Similar words: golden, golden mean, golden rule, golden horde, menage, teenage, golden handshake, teenager. Meaning: n. 1. a time period when some activity or skill was at its peak 2. any period (sometimes imaginary) of great peace and prosperity and happiness 3. (classical mythology) the first and best age of the world, a time of ideal happiness, prosperity, and innocence; by extension, any flourishing and outstanding period.
Random good picture Not show
(31) The tobacco planters of Virginia enjoyed a golden age between 1734 and 1756.
(32) An article by Mitchell about the golden age of criticism.
(33) Panicky Western politicians know that an economic golden age was torpedoed once before by rising oil prices.
(34) The golden age of whale fishery is over.
(35) The Tang Dynasty was the golden age of classical Chinese poetry.
(36) Satellite Science Fiction was another Golden Age sci-fi pulp magazine that leaned towards hard science illustrations for its covers.
(37) If the 20th century marked California's rise from the ashes of Prohibition, the 21st century will surely herald a golden age for California wine and wine lovers the world over.
(38) Recommended reading: Barnouw on "the golden age" of television, Michael Kerbel, "The Golden Age of TV Drama" in Newcomb, third edition.
(39) Poland's capital since 1038, Krakow, the bustling trade center of Slavonic Europe, entered its golden age in the 15th century, when this historic charter was sealed.
(40) She looked back to the Golden Age of Alexanders world empire and was determined to do even better herself.
(41) However, despite Conte wanting to recreate the team's golden age, signing Ribery would need a considerable effort as Bayern have often said they are unwilling to sell their best players this summer.
(42) Athanasius, St. Theophilius, and St. Cyril writing also to them in Coptic , the Golden Age of Coptic was about to begin.
(43) The United States was the first country to develop nuclear power. Its nuclear power industry experienced three stages of development-the golden age, the freeze-up stage and the resurgence stage.
(44) Each change was equivalent to the difference between glacial and interglacial temperatures - but none of these episodes coincided with the hominin "golden age".
(45) It was not until this "Golden Age of Tea" that a distinct ideogram for tea became a part of Chinese written language.
(46) Free fitness training institutions are the golden age of O - specific fitness Reiter Unique training institute.
(47) The pop singer's remains will be placed in a crypt in the mausoleum, a massive building that is the final resting place for stars from film's golden age, such as Jean Harlow and Clark Gable.
(48) To these rulers must be joined Diocletian, father of the golden age, and Maximian, father of the iron, as they commonly say, and all the others down to the time of Your Piety.
(49) In Hollywood's golden age, the celebrated films of the day were often giant star vehicles, dramas and tearjerkers that let the leading men and women emote until the rafters fell down.
(50) Qing Dynasty is the height of the development of Chinese blue and white porcelain, ceramic history of the Golden Age, all with special skills WARE Jingdezhen craftsmen gathered.
(50) Wish you can benefit from our online sentence dictionary and make progress every day!
(51) This was the golden age for pitchers, and home runs were hard to come by against throwers like Cy Young and Walter Johnson.
(52) After all, the golden age of Arab civilization ended in the 13th century.
(53) "He was using the art of the golden age in Spain to assert his avant-garde credentials, " said Richardson.
(54) After the inspection, research and study, Yanda Golden Age Nursing Center will hold a competitive bidding for those qualified enterprises that has entered into the primary selection.
(55) A golden age now describes a historical period of great artistic, scientific and or economic progress.
(56) For that matter, so is the Golden Age of Frank Perdue and Orville Redenbacher.
(57) Socrates died when Golden Age Athens – an ambitious, radical, visionary city-state – had triumphed as a leader of the world, and then over-reached herself and begun to crumble.
(58) The work on anthrax abruptly ushered in the golden age of medical bacteriology.
(59) In his "golden age" of violin-making, between 1700 and 1720, Stradivari developed a flatter design that helped to project the sound.
(60) The more historically minded might look back a century further for the true golden age, to Gustav Fechner, a physicist turned proto-psychologist.
More similar words: golden, golden mean, golden rule, golden horde, menage, teenage, golden handshake, teenager, menagerie, nonagenarian, then again, nonage, manage, embolden, beholden, al dente, coinage, managed, carnage, iron age, tanager, tonnage, manager, drainage, badinage, personage, emboldened, orphanage, parsonage, mismanage.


■ TASK DIRECTIONS ■
After reading the listing below, copy it out exactly.

■ MATERIAL TO PROCESS ■
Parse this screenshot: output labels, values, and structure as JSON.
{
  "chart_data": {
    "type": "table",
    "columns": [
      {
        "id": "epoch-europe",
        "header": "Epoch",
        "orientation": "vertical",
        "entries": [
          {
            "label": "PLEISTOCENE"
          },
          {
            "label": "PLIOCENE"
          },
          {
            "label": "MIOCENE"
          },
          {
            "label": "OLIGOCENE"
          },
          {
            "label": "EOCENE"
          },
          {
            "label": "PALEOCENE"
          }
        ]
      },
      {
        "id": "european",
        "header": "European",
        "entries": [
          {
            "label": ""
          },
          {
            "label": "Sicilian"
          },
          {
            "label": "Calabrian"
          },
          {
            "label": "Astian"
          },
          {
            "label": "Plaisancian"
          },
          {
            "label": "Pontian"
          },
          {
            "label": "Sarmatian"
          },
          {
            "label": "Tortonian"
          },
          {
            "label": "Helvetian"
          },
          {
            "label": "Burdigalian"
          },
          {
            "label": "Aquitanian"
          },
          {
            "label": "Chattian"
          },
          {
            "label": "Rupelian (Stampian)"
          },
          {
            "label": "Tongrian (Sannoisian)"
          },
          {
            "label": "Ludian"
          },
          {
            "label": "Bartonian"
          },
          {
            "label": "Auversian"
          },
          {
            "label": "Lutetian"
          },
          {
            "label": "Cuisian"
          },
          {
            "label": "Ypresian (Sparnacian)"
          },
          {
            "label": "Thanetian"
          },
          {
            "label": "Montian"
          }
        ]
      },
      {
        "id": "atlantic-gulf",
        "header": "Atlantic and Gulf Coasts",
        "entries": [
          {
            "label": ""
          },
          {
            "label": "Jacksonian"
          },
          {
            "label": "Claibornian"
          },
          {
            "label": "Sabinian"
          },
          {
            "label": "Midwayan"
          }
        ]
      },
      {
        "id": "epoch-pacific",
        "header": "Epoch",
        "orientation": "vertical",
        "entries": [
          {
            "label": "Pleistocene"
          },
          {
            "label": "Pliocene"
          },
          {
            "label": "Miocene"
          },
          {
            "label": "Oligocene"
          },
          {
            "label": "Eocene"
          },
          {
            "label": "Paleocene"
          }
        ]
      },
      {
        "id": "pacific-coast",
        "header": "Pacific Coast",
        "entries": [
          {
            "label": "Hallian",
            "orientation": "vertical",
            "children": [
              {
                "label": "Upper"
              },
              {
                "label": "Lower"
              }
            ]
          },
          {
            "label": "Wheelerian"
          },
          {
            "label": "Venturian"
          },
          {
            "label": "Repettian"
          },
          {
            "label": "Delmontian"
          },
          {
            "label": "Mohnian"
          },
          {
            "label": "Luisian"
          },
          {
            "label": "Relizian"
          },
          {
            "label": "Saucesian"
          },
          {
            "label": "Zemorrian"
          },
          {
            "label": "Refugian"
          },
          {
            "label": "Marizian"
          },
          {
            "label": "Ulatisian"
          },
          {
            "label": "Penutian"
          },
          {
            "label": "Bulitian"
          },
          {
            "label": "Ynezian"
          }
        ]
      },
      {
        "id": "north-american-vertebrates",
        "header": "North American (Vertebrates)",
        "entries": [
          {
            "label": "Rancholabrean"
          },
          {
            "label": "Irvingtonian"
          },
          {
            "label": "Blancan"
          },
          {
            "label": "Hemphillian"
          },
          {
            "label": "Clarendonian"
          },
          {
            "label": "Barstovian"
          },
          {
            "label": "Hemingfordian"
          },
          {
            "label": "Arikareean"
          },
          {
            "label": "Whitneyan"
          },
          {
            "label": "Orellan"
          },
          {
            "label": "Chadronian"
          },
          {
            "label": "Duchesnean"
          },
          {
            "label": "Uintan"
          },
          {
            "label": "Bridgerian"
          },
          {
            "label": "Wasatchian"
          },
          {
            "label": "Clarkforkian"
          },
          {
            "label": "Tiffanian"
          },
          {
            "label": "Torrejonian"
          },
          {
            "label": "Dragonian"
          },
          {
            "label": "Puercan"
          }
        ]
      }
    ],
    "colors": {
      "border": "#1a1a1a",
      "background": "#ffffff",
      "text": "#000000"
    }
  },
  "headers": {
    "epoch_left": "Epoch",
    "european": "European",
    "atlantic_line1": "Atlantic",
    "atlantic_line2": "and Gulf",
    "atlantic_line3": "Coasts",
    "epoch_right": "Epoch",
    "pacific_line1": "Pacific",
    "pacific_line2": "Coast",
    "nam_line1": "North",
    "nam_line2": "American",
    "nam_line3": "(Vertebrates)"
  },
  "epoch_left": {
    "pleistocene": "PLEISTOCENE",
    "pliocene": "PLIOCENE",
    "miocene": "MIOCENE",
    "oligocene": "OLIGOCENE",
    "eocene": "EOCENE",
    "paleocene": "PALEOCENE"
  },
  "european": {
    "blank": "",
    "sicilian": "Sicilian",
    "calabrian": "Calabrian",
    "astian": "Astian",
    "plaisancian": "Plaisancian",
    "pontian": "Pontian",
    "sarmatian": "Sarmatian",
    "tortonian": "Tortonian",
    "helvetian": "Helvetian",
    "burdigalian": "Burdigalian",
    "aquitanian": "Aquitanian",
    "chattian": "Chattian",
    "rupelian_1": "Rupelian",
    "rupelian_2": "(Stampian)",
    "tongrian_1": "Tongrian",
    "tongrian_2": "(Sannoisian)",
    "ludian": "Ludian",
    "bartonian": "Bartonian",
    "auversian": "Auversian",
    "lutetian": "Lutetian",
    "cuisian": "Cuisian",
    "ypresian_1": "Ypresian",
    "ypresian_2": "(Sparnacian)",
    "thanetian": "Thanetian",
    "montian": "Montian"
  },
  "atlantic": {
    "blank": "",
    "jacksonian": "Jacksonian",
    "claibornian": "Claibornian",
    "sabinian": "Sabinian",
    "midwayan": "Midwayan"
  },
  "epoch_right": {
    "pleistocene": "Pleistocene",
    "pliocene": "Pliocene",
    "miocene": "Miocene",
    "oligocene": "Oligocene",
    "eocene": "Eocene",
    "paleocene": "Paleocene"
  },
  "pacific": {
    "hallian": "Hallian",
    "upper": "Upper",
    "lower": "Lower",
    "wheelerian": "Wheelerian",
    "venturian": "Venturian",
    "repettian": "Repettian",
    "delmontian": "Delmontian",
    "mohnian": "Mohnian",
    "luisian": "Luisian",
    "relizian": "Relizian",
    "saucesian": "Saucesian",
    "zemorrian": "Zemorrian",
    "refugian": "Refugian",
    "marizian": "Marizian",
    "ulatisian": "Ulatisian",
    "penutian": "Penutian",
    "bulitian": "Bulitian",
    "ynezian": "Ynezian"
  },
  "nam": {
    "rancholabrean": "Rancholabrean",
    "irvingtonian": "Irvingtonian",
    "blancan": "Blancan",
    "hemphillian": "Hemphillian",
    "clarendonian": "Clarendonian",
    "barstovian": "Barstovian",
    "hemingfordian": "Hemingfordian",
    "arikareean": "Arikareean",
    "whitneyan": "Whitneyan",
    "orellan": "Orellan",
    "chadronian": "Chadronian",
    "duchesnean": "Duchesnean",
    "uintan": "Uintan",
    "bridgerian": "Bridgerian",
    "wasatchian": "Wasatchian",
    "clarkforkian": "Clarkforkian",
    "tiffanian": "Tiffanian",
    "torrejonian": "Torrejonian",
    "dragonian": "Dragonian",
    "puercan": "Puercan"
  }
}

■ RESULT OF THE TASK ■
Parse this screenshot: output labels, values, and structure as JSON.
{
  "chart_data": {
    "type": "table",
    "columns": [
      {
        "id": "epoch-europe",
        "header": "Epoch",
        "orientation": "vertical",
        "entries": [
          {
            "label": "PLEISTOCENE"
          },
          {
            "label": "PLIOCENE"
          },
          {
            "label": "MIOCENE"
          },
          {
            "label": "OLIGOCENE"
          },
          {
            "label": "EOCENE"
          },
          {
            "label": "PALEOCENE"
          }
        ]
      },
      {
        "id": "european",
        "header": "European",
        "entries": [
          {
            "label": ""
          },
          {
            "label": "Sicilian"
          },
          {
            "label": "Calabrian"
          },
          {
            "label": "Astian"
          },
          {
            "label": "Plaisancian"
          },
          {
            "label": "Pontian"
          },
          {
            "label": "Sarmatian"
          },
          {
            "label": "Tortonian"
          },
          {
            "label": "Helvetian"
          },
          {
            "label": "Burdigalian"
          },
          {
            "label": "Aquitanian"
          },
          {
            "label": "Chattian"
          },
          {
            "label": "Rupelian (Stampian)"
          },
          {
            "label": "Tongrian (Sannoisian)"
          },
          {
            "label": "Ludian"
          },
          {
            "label": "Bartonian"
          },
          {
            "label": "Auversian"
          },
          {
            "label": "Lutetian"
          },
          {
            "label": "Cuisian"
          },
          {
            "label": "Ypresian (Sparnacian)"
          },
          {
            "label": "Thanetian"
          },
          {
            "label": "Montian"
          }
        ]
      },
      {
        "id": "atlantic-gulf",
        "header": "Atlantic and Gulf Coasts",
        "entries": [
          {
            "label": ""
          },
          {
            "label": "Jacksonian"
          },
          {
            "label": "Claibornian"
          },
          {
            "label": "Sabinian"
          },
          {
            "label": "Midwayan"
          }
        ]
      },
      {
        "id": "epoch-pacific",
        "header": "Epoch",
        "orientation": "vertical",
        "entries": [
          {
            "label": "Pleistocene"
          },
          {
            "label": "Pliocene"
          },
          {
            "label": "Miocene"
          },
          {
            "label": "Oligocene"
          },
          {
            "label": "Eocene"
          },
          {
            "label": "Paleocene"
          }
        ]
      },
      {
        "id": "pacific-coast",
        "header": "Pacific Coast",
        "entries": [
          {
            "label": "Hallian",
            "orientation": "vertical",
            "children": [
              {
                "label": "Upper"
              },
              {
                "label": "Lower"
              }
            ]
          },
          {
            "label": "Wheelerian"
          },
          {
            "label": "Venturian"
          },
          {
            "label": "Repettian"
          },
          {
            "label": "Delmontian"
          },
          {
            "label": "Mohnian"
          },
          {
            "label": "Luisian"
          },
          {
            "label": "Relizian"
          },
          {
            "label": "Saucesian"
          },
          {
            "label": "Zemorrian"
          },
          {
            "label": "Refugian"
          },
          {
            "label": "Marizian"
          },
          {
            "label": "Ulatisian"
          },
          {
            "label": "Penutian"
          },
          {
            "label": "Bulitian"
          },
          {
            "label": "Ynezian"
          }
        ]
      },
      {
        "id": "north-american-vertebrates",
        "header": "North American (Vertebrates)",
        "entries": [
          {
            "label": "Rancholabrean"
          },
          {
            "label": "Irvingtonian"
          },
          {
            "label": "Blancan"
          },
          {
            "label": "Hemphillian"
          },
          {
            "label": "Clarendonian"
          },
          {
            "label": "Barstovian"
          },
          {
            "label": "Hemingfordian"
          },
          {
            "label": "Arikareean"
          },
          {
            "label": "Whitneyan"
          },
          {
            "label": "Orellan"
          },
          {
            "label": "Chadronian"
          },
          {
            "label": "Duchesnean"
          },
          {
            "label": "Uintan"
          },
          {
            "label": "Bridgerian"
          },
          {
            "label": "Wasatchian"
          },
          {
            "label": "Clarkforkian"
          },
          {
            "label": "Tiffanian"
          },
          {
            "label": "Torrejonian"
          },
          {
            "label": "Dragonian"
          },
          {
            "label": "Puercan"
          }
        ]
      }
    ],
    "colors": {
      "border": "#1a1a1a",
      "background": "#ffffff",
      "text": "#000000"
    }
  },
  "headers": {
    "epoch_left": "Epoch",
    "european": "European",
    "atlantic_line1": "Atlantic",
    "atlantic_line2": "and Gulf",
    "atlantic_line3": "Coasts",
    "epoch_right": "Epoch",
    "pacific_line1": "Pacific",
    "pacific_line2": "Coast",
    "nam_line1": "North",
    "nam_line2": "American",
    "nam_line3": "(Vertebrates)"
  },
  "epoch_left": {
    "pleistocene": "PLEISTOCENE",
    "pliocene": "PLIOCENE",
    "miocene": "MIOCENE",
    "oligocene": "OLIGOCENE",
    "eocene": "EOCENE",
    "paleocene": "PALEOCENE"
  },
  "european": {
    "blank": "",
    "sicilian": "Sicilian",
    "calabrian": "Calabrian",
    "astian": "Astian",
    "plaisancian": "Plaisancian",
    "pontian": "Pontian",
    "sarmatian": "Sarmatian",
    "tortonian": "Tortonian",
    "helvetian": "Helvetian",
    "burdigalian": "Burdigalian",
    "aquitanian": "Aquitanian",
    "chattian": "Chattian",
    "rupelian_1": "Rupelian",
    "rupelian_2": "(Stampian)",
    "tongrian_1": "Tongrian",
    "tongrian_2": "(Sannoisian)",
    "ludian": "Ludian",
    "bartonian": "Bartonian",
    "auversian": "Auversian",
    "lutetian": "Lutetian",
    "cuisian": "Cuisian",
    "ypresian_1": "Ypresian",
    "ypresian_2": "(Sparnacian)",
    "thanetian": "Thanetian",
    "montian": "Montian"
  },
  "atlantic": {
    "blank": "",
    "jacksonian": "Jacksonian",
    "claibornian": "Claibornian",
    "sabinian": "Sabinian",
    "midwayan": "Midwayan"
  },
  "epoch_right": {
    "pleistocene": "Pleistocene",
    "pliocene": "Pliocene",
    "miocene": "Miocene",
    "oligocene": "Oligocene",
    "eocene": "Eocene",
    "paleocene": "Paleocene"
  },
  "pacific": {
    "hallian": "Hallian",
    "upper": "Upper",
    "lower": "Lower",
    "wheelerian": "Wheelerian",
    "venturian": "Venturian",
    "repettian": "Repettian",
    "delmontian": "Delmontian",
    "mohnian": "Mohnian",
    "luisian": "Luisian",
    "relizian": "Relizian",
    "saucesian": "Saucesian",
    "zemorrian": "Zemorrian",
    "refugian": "Refugian",
    "marizian": "Marizian",
    "ulatisian": "Ulatisian",
    "penutian": "Penutian",
    "bulitian": "Bulitian",
    "ynezian": "Ynezian"
  },
  "nam": {
    "rancholabrean": "Rancholabrean",
    "irvingtonian": "Irvingtonian",
    "blancan": "Blancan",
    "hemphillian": "Hemphillian",
    "clarendonian": "Clarendonian",
    "barstovian": "Barstovian",
    "hemingfordian": "Hemingfordian",
    "arikareean": "Arikareean",
    "whitneyan": "Whitneyan",
    "orellan": "Orellan",
    "chadronian": "Chadronian",
    "duchesnean": "Duchesnean",
    "uintan": "Uintan",
    "bridgerian": "Bridgerian",
    "wasatchian": "Wasatchian",
    "clarkforkian": "Clarkforkian",
    "tiffanian": "Tiffanian",
    "torrejonian": "Torrejonian",
    "dragonian": "Dragonian",
    "puercan": "Puercan"
  }
}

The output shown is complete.